Book review - The Sky Above the Roof



Inspired by Paul Verlaine’s poem, “Le ciel est, par-dessus le toit” (1873), written while he was incarcerated in Mons, Nathacha Appanah’s The Sky Above the Roof – which first appeared in French in 2019 – concerns three characters trapped in “their own interior prisons”. At its heart is one woman’s struggle to come to terms with a childhood trauma, and her attempts to give her children the love they need.

Born in Mauritius, Appanah now lives in France. The third of her novels to be translated into English, The Sky Above the Roof revisits several themes from her award-winning earlier work, The Tropic of Violence (2018; Tropique de la violence, 2016): isolation, shattered dreams and a son haunted by his mother.

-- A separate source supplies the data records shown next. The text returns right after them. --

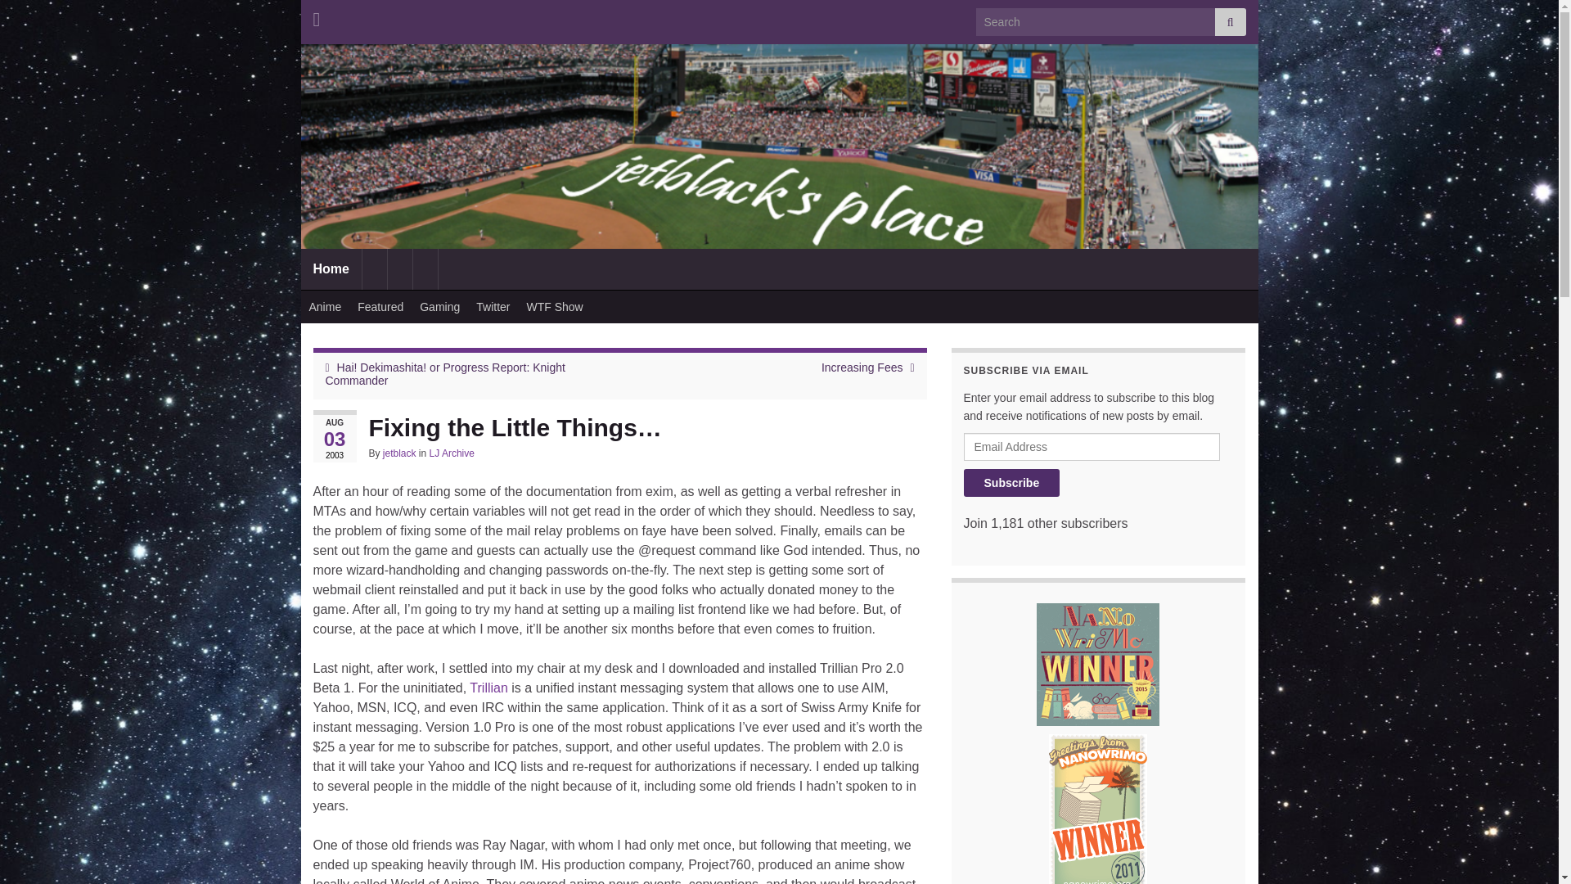 This screenshot has height=884, width=1571. Describe the element at coordinates (862, 367) in the screenshot. I see `Increasing Fees` at that location.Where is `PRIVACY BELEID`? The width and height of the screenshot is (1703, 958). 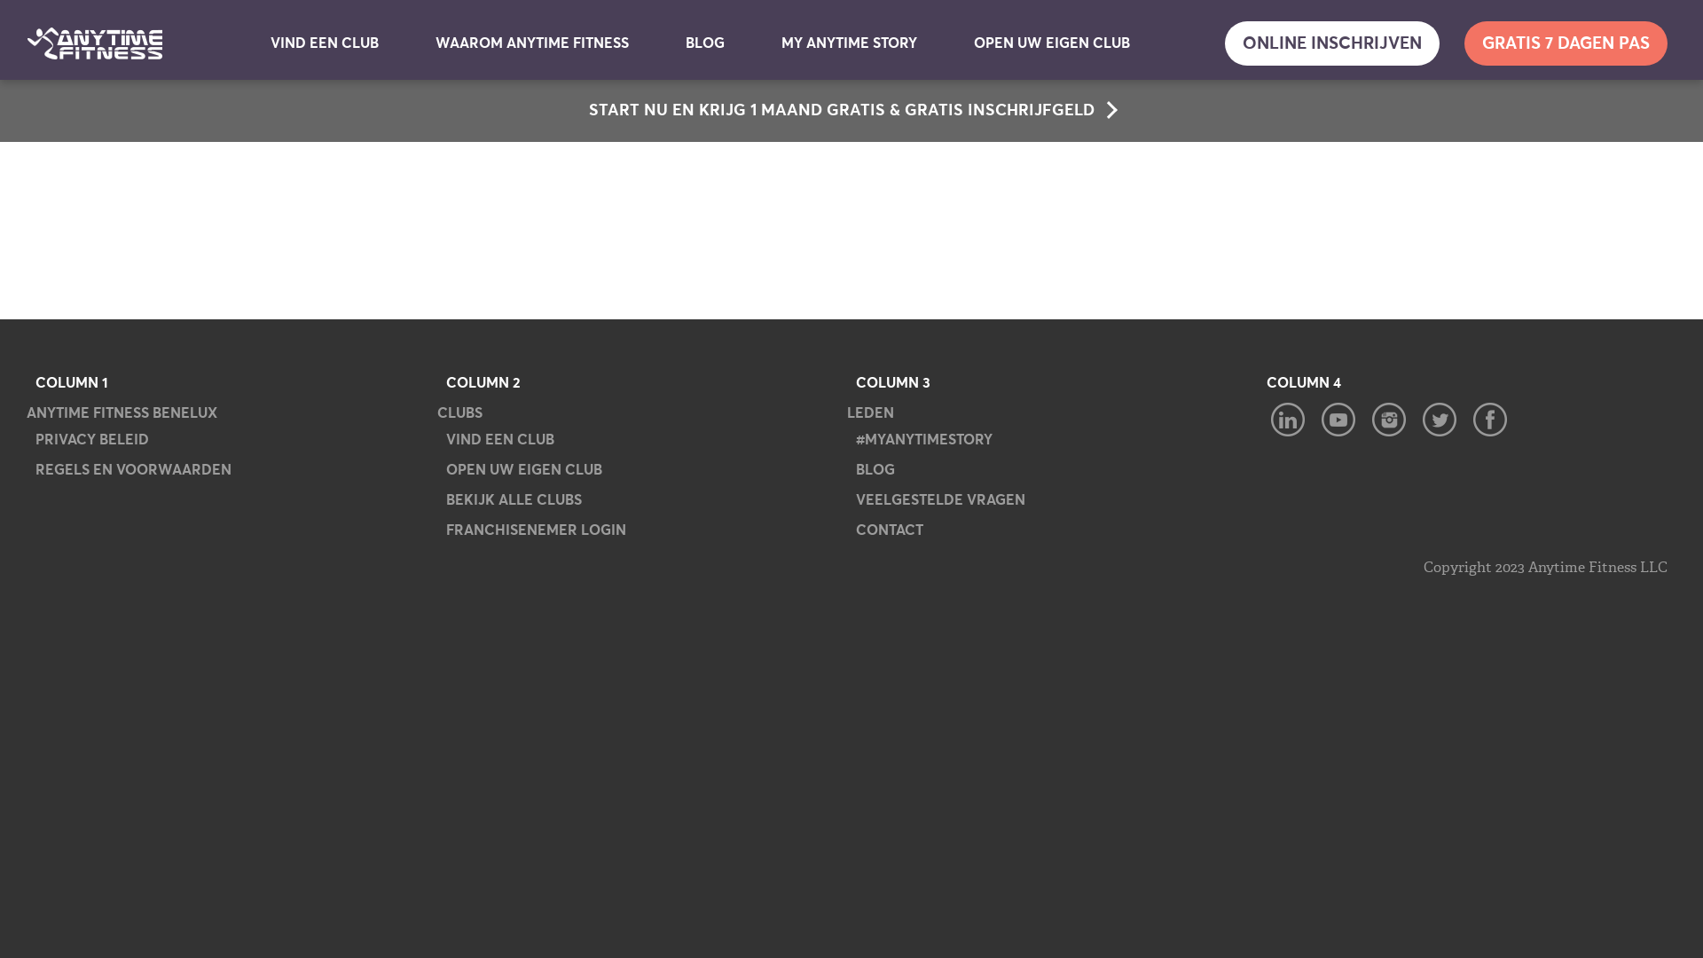 PRIVACY BELEID is located at coordinates (92, 439).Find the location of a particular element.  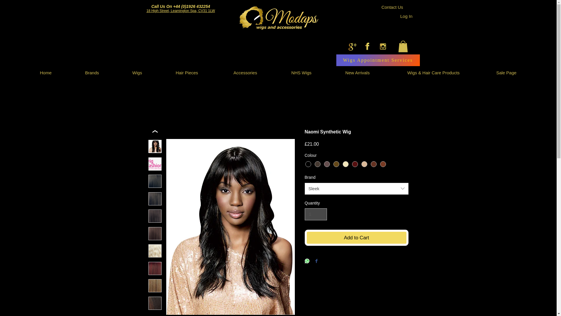

Wigs is located at coordinates (137, 72).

The story opens with a car crash and the arrest of seventeen-year-old Wolf for driving without a licence while travelling to visit his sister Paloma in “the town of L”. We track back in time and, through various perspectives, learn what troubles Wolf and his sister.

The damage begins with their mother. Eliette cannot forgive her own parents for putting her on display “like a Lolita”. As a child, she has a rare beauty and a voice to match, which they proudly exhibit at the end-of-year concert in the factory where her father works. “Eliette sings, she poses, she does what she is told and at the end, people applaud.” Eventually, she breaks down on stage and is hospitalized. Afterwards, she renames herself Phoenix, rejects her family and moves away from her hometown. Alone, she brings up two children. However, “whenever she thinks back to her parents, to the person she once was, to everything she went through, it was all tightly woven, tightly wrapped around her, just like a spider’s web, and she has never felt so restricted, so imprisoned, so captive”.

In trying to avoid her parents’ mistakes, Phoenix alienates her own children with her aloofness. Paloma describes her as “that magnificent, cold, inflexible woman” and seeks to escape her mother’s influence by fleeing to university. There, she discovers “a brightness in her life but in somewhat pastel shades … as if she were a trainee at living her own life, still waiting to pass the test”. Wolf’s anxiety is more destabilizing: “thoughts cannot control his body, there being too many of them, misshapen and contradictory”. He runs endless laps around the house, “in order to forget”.

Appanah’s fragmented narrative mirrors the lives of her characters. Through lyrical prose, flawlessly translated by Geoffrey Strachan, she unpeels the layers of the family’s turmoil. We gradually piece together the emotional wounds linking Phoenix to her children, the tiny decisions that have irrevocably marked them – until Wolf’s transgression unexpectedly offers the possibility of redemption.